School daze

Notes on a Scandal doesn’t quite live up to its promise

HOT FOR TEACHER<br>Judy Dench gives Cate Blanchet a good scoldin'.

HOT FOR TEACHER
Judy Dench gives Cate Blanchet a good scoldin'.

Notes on a Scandal Starring Judy Dench, Cate Blanchett, Bill Nighy and Andrew Simpson. Directed by Richard Eyre.
Rated 3.0

Notes on a Scandal arrives in a prestigious-looking package. But the actual contents may be cause for disappointment and even dismay.

The basic ingredients may sound more or less irresistible—a cast headed by Judy Dench and Cate Blanchett in particular, but also a “controversial” story adapted from a novel by Zoe Heller, a score by Philip Glass, photography by the gifted Chris Menges, and production by the Brit theatrical team of Richard Eyre (direction) and Patrick Marber (screenplay).

But what gets delivered onscreen is a kind of mean-spirited mishmash, an unachieved merger of lurid soap opera and low-key psycho-thriller. Dench and Blanchett, both of whom are nominated for Oscars, do fairly decent work, but neither of them really has a chance to pull the film out of its mediocre brand of seriousness.

The central action revolves around spinster schoolteacher Barbara (Dench), who falls in love with younger teacher Sheba (Blanchett). The younger teacher is married with kids, but also finds herself plunging into a sexual relationship with one of her students, 15-year-old Steven (Andrew Simpson). The older teacher discovers this forbidden liaison and tries, crazily and pathetically, to use it as a means of intensifying her supposed bond with Sheba. And Sheba, frantically, tries to comply.

In Heller’s novel, all of this is presented through Barbara’s eyes. But while the film has some voice-over narration from that character, its presentation inevitably brings several other characters into the emotional foreground. Consequently, the Eyre-Marber version puts far more on the table, morally and emotionally, than it is able to adequately address. And so much the worse, perhaps, when one of those characters is played by a Cate Blanchett.

There is small consolation in the film’s insistence that all of the key characters, including the 15-year-old, are in some way obsessive liars and self-deceivers. And the facile, generically ominous Philip Glass score is no help at all.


TASK ITEM
Throughout the listing that follows, find each line with the word "Transportation" and copy it.

* * * *

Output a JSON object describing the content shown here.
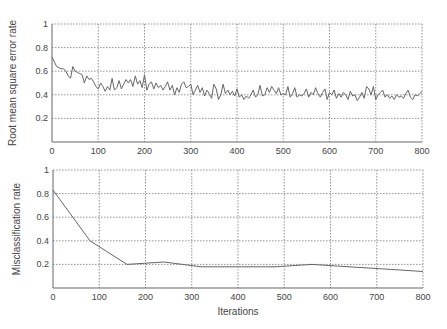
{
  "chart_data": [
    {
      "type": "line",
      "title": "",
      "xlabel": "",
      "ylabel": "Root mean square error rate",
      "xlim": [
        0,
        800
      ],
      "ylim": [
        0,
        1
      ],
      "grid": true,
      "x_ticks": [
        "0",
        "100",
        "200",
        "300",
        "400",
        "500",
        "600",
        "700",
        "800"
      ],
      "y_ticks": [
        "0.2",
        "0.4",
        "0.6",
        "0.8",
        "1"
      ],
      "series": [
        {
          "name": "RMSE",
          "x": [
            0,
            5,
            10,
            15,
            20,
            25,
            30,
            35,
            40,
            45,
            50,
            55,
            60,
            65,
            70,
            75,
            80,
            85,
            90,
            95,
            100,
            105,
            110,
            115,
            120,
            125,
            130,
            135,
            140,
            145,
            150,
            155,
            160,
            165,
            170,
            175,
            180,
            185,
            190,
            195,
            200,
            205,
            210,
            215,
            220,
            225,
            230,
            235,
            240,
            245,
            250,
            255,
            260,
            265,
            270,
            275,
            280,
            285,
            290,
            295,
            300,
            305,
            310,
            315,
            320,
            325,
            330,
            335,
            340,
            345,
            350,
            355,
            360,
            365,
            370,
            375,
            380,
            385,
            390,
            395,
            400,
            405,
            410,
            415,
            420,
            425,
            430,
            435,
            440,
            445,
            450,
            455,
            460,
            465,
            470,
            475,
            480,
            485,
            490,
            495,
            500,
            505,
            510,
            515,
            520,
            525,
            530,
            535,
            540,
            545,
            550,
            555,
            560,
            565,
            570,
            575,
            580,
            585,
            590,
            595,
            600,
            605,
            610,
            615,
            620,
            625,
            630,
            635,
            640,
            645,
            650,
            655,
            660,
            665,
            670,
            675,
            680,
            685,
            690,
            695,
            700,
            705,
            710,
            715,
            720,
            725,
            730,
            735,
            740,
            745,
            750,
            755,
            760,
            765,
            770,
            775,
            780,
            785,
            790,
            795,
            800
          ],
          "values": [
            0.72,
            0.68,
            0.64,
            0.63,
            0.62,
            0.62,
            0.6,
            0.56,
            0.54,
            0.64,
            0.6,
            0.59,
            0.58,
            0.57,
            0.5,
            0.56,
            0.53,
            0.54,
            0.51,
            0.47,
            0.45,
            0.5,
            0.47,
            0.43,
            0.47,
            0.44,
            0.54,
            0.44,
            0.46,
            0.52,
            0.45,
            0.49,
            0.53,
            0.5,
            0.53,
            0.47,
            0.56,
            0.49,
            0.52,
            0.46,
            0.57,
            0.44,
            0.49,
            0.51,
            0.45,
            0.5,
            0.46,
            0.48,
            0.44,
            0.47,
            0.51,
            0.44,
            0.48,
            0.4,
            0.46,
            0.42,
            0.49,
            0.51,
            0.46,
            0.47,
            0.49,
            0.4,
            0.44,
            0.48,
            0.42,
            0.46,
            0.39,
            0.44,
            0.41,
            0.37,
            0.49,
            0.45,
            0.36,
            0.4,
            0.49,
            0.41,
            0.44,
            0.4,
            0.43,
            0.39,
            0.45,
            0.38,
            0.4,
            0.36,
            0.39,
            0.37,
            0.4,
            0.44,
            0.38,
            0.4,
            0.48,
            0.39,
            0.4,
            0.46,
            0.42,
            0.47,
            0.44,
            0.41,
            0.46,
            0.4,
            0.41,
            0.4,
            0.47,
            0.38,
            0.41,
            0.46,
            0.38,
            0.4,
            0.39,
            0.41,
            0.45,
            0.38,
            0.42,
            0.4,
            0.46,
            0.41,
            0.38,
            0.42,
            0.45,
            0.36,
            0.42,
            0.4,
            0.44,
            0.37,
            0.41,
            0.38,
            0.42,
            0.4,
            0.36,
            0.43,
            0.39,
            0.4,
            0.35,
            0.38,
            0.42,
            0.37,
            0.47,
            0.45,
            0.4,
            0.47,
            0.36,
            0.4,
            0.42,
            0.44,
            0.38,
            0.4,
            0.37,
            0.39,
            0.36,
            0.4,
            0.38,
            0.39,
            0.37,
            0.41,
            0.44,
            0.38,
            0.36,
            0.4,
            0.39,
            0.41,
            0.43
          ]
        }
      ]
    },
    {
      "type": "line",
      "title": "",
      "xlabel": "Iterations",
      "ylabel": "Misclassification rate",
      "xlim": [
        0,
        800
      ],
      "ylim": [
        0,
        1
      ],
      "grid": true,
      "x_ticks": [
        "0",
        "100",
        "200",
        "300",
        "400",
        "500",
        "600",
        "700",
        "800"
      ],
      "y_ticks": [
        "0.2",
        "0.4",
        "0.6",
        "0.8",
        "1"
      ],
      "series": [
        {
          "name": "Misclassification",
          "x": [
            0,
            80,
            160,
            240,
            320,
            400,
            480,
            560,
            640,
            720,
            800
          ],
          "values": [
            0.83,
            0.4,
            0.2,
            0.22,
            0.18,
            0.18,
            0.18,
            0.2,
            0.18,
            0.16,
            0.14
          ]
        }
      ]
    }
  ]
}
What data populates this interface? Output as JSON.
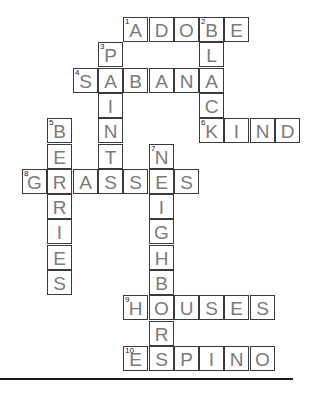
{
  "puzzle": {
    "cell_size": 25.3,
    "origin_x": 22,
    "origin_y": 17,
    "colors": {
      "letter": "#7a7a7a",
      "border": "#3a3a3a",
      "number": "#222222"
    },
    "words": [
      {
        "number": "1",
        "answer": "ADOBE",
        "direction": "across",
        "row": 0,
        "col": 4
      },
      {
        "number": "2",
        "answer": "BLACK",
        "direction": "down",
        "row": 0,
        "col": 7
      },
      {
        "number": "3",
        "answer": "PAINT",
        "direction": "down",
        "row": 1,
        "col": 3
      },
      {
        "number": "4",
        "answer": "SABANA",
        "direction": "across",
        "row": 2,
        "col": 2
      },
      {
        "number": "5",
        "answer": "BERRIES",
        "direction": "down",
        "row": 4,
        "col": 1
      },
      {
        "number": "6",
        "answer": "KIND",
        "direction": "across",
        "row": 4,
        "col": 7
      },
      {
        "number": "7",
        "answer": "NEIGHBORS",
        "direction": "down",
        "row": 5,
        "col": 5
      },
      {
        "number": "8",
        "answer": "GRASSES",
        "direction": "across",
        "row": 6,
        "col": 0
      },
      {
        "number": "9",
        "answer": "HOUSES",
        "direction": "across",
        "row": 11,
        "col": 4
      },
      {
        "number": "10",
        "answer": "ESPINO",
        "direction": "across",
        "row": 13,
        "col": 4
      }
    ]
  }
}
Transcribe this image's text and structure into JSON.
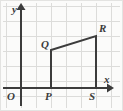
{
  "figure": {
    "background_color": "#fbfbfa",
    "grid_color": "#dcdcda",
    "axis_color": "#3c3c3c",
    "shape_color": "#3c3c3c",
    "border_color": "#e3e3e1",
    "grid_spacing": 15,
    "grid_origin": {
      "x": 6,
      "y": 6
    }
  },
  "axes": {
    "x_axis": {
      "label": "x",
      "label_x": 104,
      "label_y": 74,
      "y_pixel": 88,
      "start_x": 3,
      "end_x": 112,
      "arrow": "right"
    },
    "y_axis": {
      "label": "y",
      "label_x": 12,
      "label_y": 4,
      "x_pixel": 21,
      "start_y": 106,
      "end_y": 5,
      "arrow": "up"
    },
    "origin": {
      "label": "O",
      "label_x": 7,
      "label_y": 91
    }
  },
  "shape": {
    "name": "trapezoid",
    "vertices": [
      {
        "id": "P",
        "x": 51,
        "y": 88,
        "label": "P",
        "label_x": 45,
        "label_y": 91
      },
      {
        "id": "Q",
        "x": 51,
        "y": 50,
        "label": "Q",
        "label_x": 41,
        "label_y": 39
      },
      {
        "id": "R",
        "x": 96,
        "y": 36,
        "label": "R",
        "label_x": 99,
        "label_y": 23
      },
      {
        "id": "S",
        "x": 96,
        "y": 88,
        "label": "S",
        "label_x": 89,
        "label_y": 91
      }
    ],
    "path": "M51,88 L51,50 L96,36 L96,88 Z",
    "stroke_width": 2
  },
  "grid_lines": {
    "vertical_x": [
      6,
      21,
      36,
      51,
      66,
      81,
      96,
      111
    ],
    "horizontal_y": [
      6,
      21,
      36,
      51,
      66,
      81,
      96
    ]
  }
}
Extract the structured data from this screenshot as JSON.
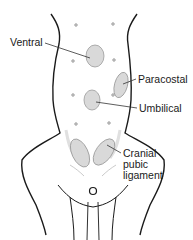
{
  "diagram": {
    "labels": {
      "ventral": "Ventral",
      "paracostal": "Paracostal",
      "umbilical": "Umbilical",
      "cranial_pubic_line1": "Cranial",
      "cranial_pubic_line2": "pubic",
      "cranial_pubic_line3": "ligament"
    },
    "colors": {
      "outline": "#1a1a1a",
      "hernia_fill": "#d9d9d9",
      "hernia_stroke": "#9a9a9a",
      "leader": "#333333"
    }
  }
}
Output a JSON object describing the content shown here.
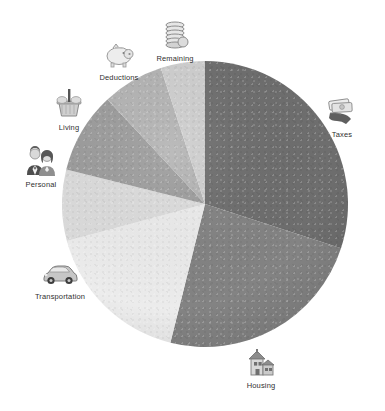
{
  "chart_data": {
    "type": "pie",
    "title": "",
    "subtitle": "",
    "xlabel": "",
    "ylabel": "",
    "legend_position": "around-slices",
    "grid": false,
    "labels": [
      "Taxes",
      "Housing",
      "Transportation",
      "Personal",
      "Living",
      "Deductions",
      "Remaining"
    ],
    "values": [
      30,
      24,
      17,
      8,
      9,
      7,
      5
    ],
    "units": "percent",
    "start_angle_deg": 0,
    "direction": "clockwise",
    "colors": [
      "#6e6e6e",
      "#838383",
      "#ececec",
      "#dcdcdc",
      "#9d9d9d",
      "#b4b4b4",
      "#cfcfcf"
    ],
    "slices": [
      {
        "label": "Taxes",
        "value": 30,
        "color": "#6e6e6e",
        "start_deg": 0,
        "end_deg": 108,
        "icon": "money-in-hand-icon"
      },
      {
        "label": "Housing",
        "value": 24,
        "color": "#838383",
        "start_deg": 108,
        "end_deg": 194,
        "icon": "house-icon"
      },
      {
        "label": "Transportation",
        "value": 17,
        "color": "#ececec",
        "start_deg": 194,
        "end_deg": 255,
        "icon": "car-icon"
      },
      {
        "label": "Personal",
        "value": 8,
        "color": "#dcdcdc",
        "start_deg": 255,
        "end_deg": 284,
        "icon": "people-icon"
      },
      {
        "label": "Living",
        "value": 9,
        "color": "#9d9d9d",
        "start_deg": 284,
        "end_deg": 317,
        "icon": "grocery-basket-icon"
      },
      {
        "label": "Deductions",
        "value": 7,
        "color": "#b4b4b4",
        "start_deg": 317,
        "end_deg": 342,
        "icon": "piggy-bank-icon"
      },
      {
        "label": "Remaining",
        "value": 5,
        "color": "#cfcfcf",
        "start_deg": 342,
        "end_deg": 360,
        "icon": "coin-stack-icon"
      }
    ]
  },
  "chart": {
    "center_x": 205,
    "center_y": 204,
    "radius": 143
  },
  "callouts": [
    {
      "label": "Remaining",
      "icon": "coin-stack-icon",
      "x": 175,
      "y": 18
    },
    {
      "label": "Deductions",
      "icon": "piggy-bank-icon",
      "x": 119,
      "y": 37
    },
    {
      "label": "Living",
      "icon": "grocery-basket-icon",
      "x": 69,
      "y": 87
    },
    {
      "label": "Personal",
      "icon": "people-icon",
      "x": 41,
      "y": 144
    },
    {
      "label": "Transportation",
      "icon": "car-icon",
      "x": 60,
      "y": 256
    },
    {
      "label": "Housing",
      "icon": "house-icon",
      "x": 261,
      "y": 345
    },
    {
      "label": "Taxes",
      "icon": "money-in-hand-icon",
      "x": 342,
      "y": 94
    }
  ]
}
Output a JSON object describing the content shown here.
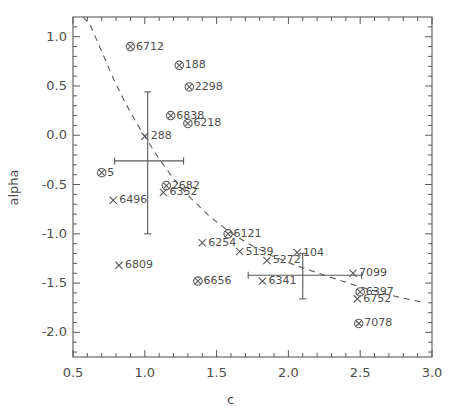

* * * *

SOLUTION TO THE EXERCISE
      "Transportation",
        "label": "Transportation",
      "label": "Transportation",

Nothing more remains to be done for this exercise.